Keep in mind that this case is about about a minor, not an adult. I don't think it's fair to ask children to resist social media through sheer willpower when there are legions of highly educated adults on the other side trying to increase engagement.
It should be no surprise that children can be manipulated by highly intelligent adults.
>[There are] legions of highly educated adults [at Meta] trying to increase [child] engagement
Why is this not only OK but the best way for Mark to spend every waking moment of his life?
Money thing?
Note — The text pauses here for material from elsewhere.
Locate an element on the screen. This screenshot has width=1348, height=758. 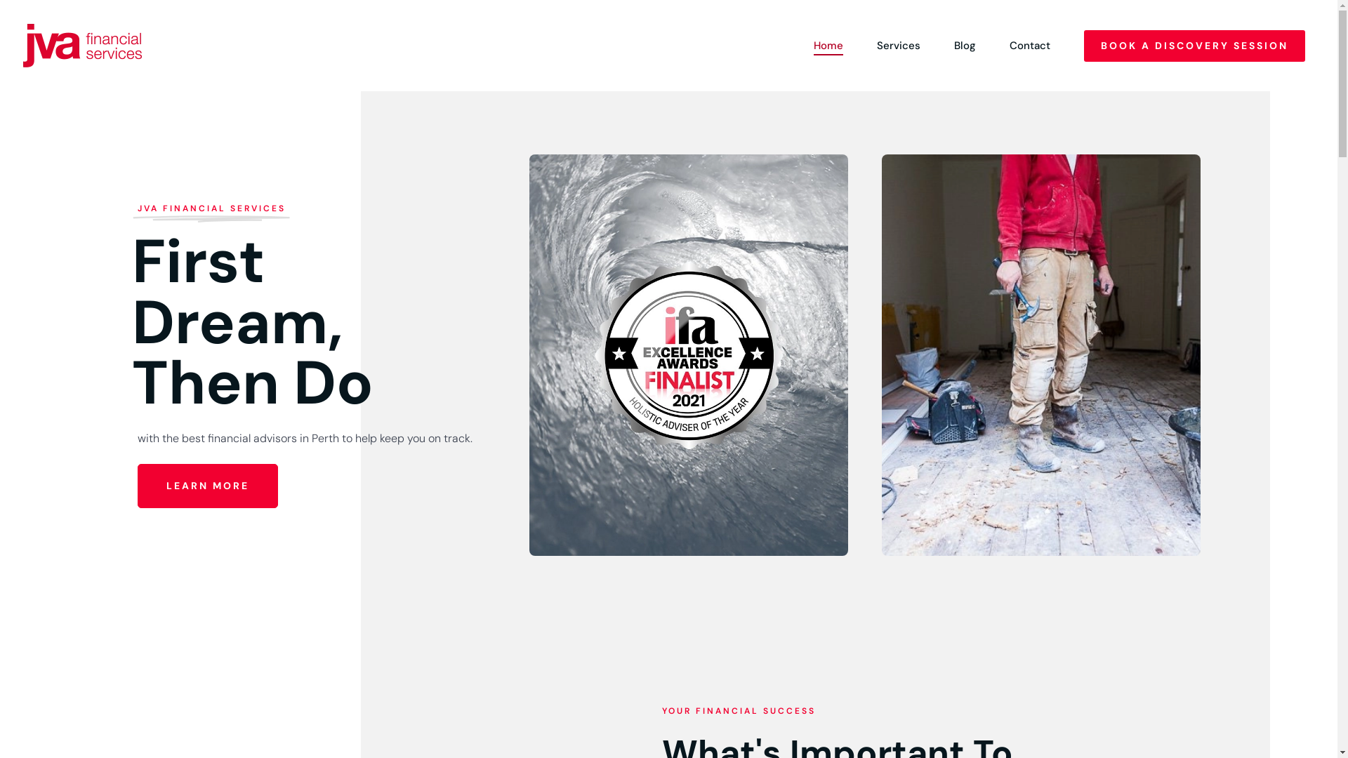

But often would he think about his bank account versus his products, maybe it’s pure drive?
I just wish for once one of these egomaniacal billionaires would actually put all their efforts and resources into solving climate change or ending world hunger.
Even his medical initiative Chan-Zuckerberg biohub is a self-congratulatory shell game. I worked in the same building as them for years, literally all they did was have parties, conferences, networking events and self-congratulatory schmooze things and never prioritized actual lab research or clinical advancements.
Incentives drive outcomes, do they not? It's too easy to become a billionaire as a charlatan and too hard as somebody able to make a difference. Rather than granting Zuck nearly unlimited power and politely asking him to use it wisely if he doesn't overly mind the inconvenience, why not create a world where monsters can't have that much power in the first place?
I just find it ridiculous that we as a society have allowed CEOs to become that wealthy. It's one thing to make your money from lucky investments, and become a billionaire. It's another to get there by simply running a corporation.
And not just a minor, AIUI it's important that at the start, she was under 16
> Keep in mind that this case is about about a minor, not an adult.
This obviously means that tech is going to have no choice but to do "age verification". And I don't think there's much of a way to do that that wouldn't be uncomfortable for a lot of us.
Or assign responsibility to…parents and legal guardians…who are not children.
Meta is not blameless here. Responsibility can be shared when Meta (and others) are essentially preying on children. It’s an uphill battle for parents by Meta’s design.
They’re not Meta’s kids, they’re freemium customers.
Doesn't this lawsuit (essentially) prove otherwise?
It would work if parents had legal course to seek justice against corporations that stalk, groom, and manipulate their children against their wishes.
I would prefer Meta make their products less addictive for children, with the side-effect that they're perhaps less stimulating for adults, than for Meta to keep their products the way they are, gatekept behind a system that allows them access to even more of my personal data.
I understand why they would want the opposite. They can f*ck right off.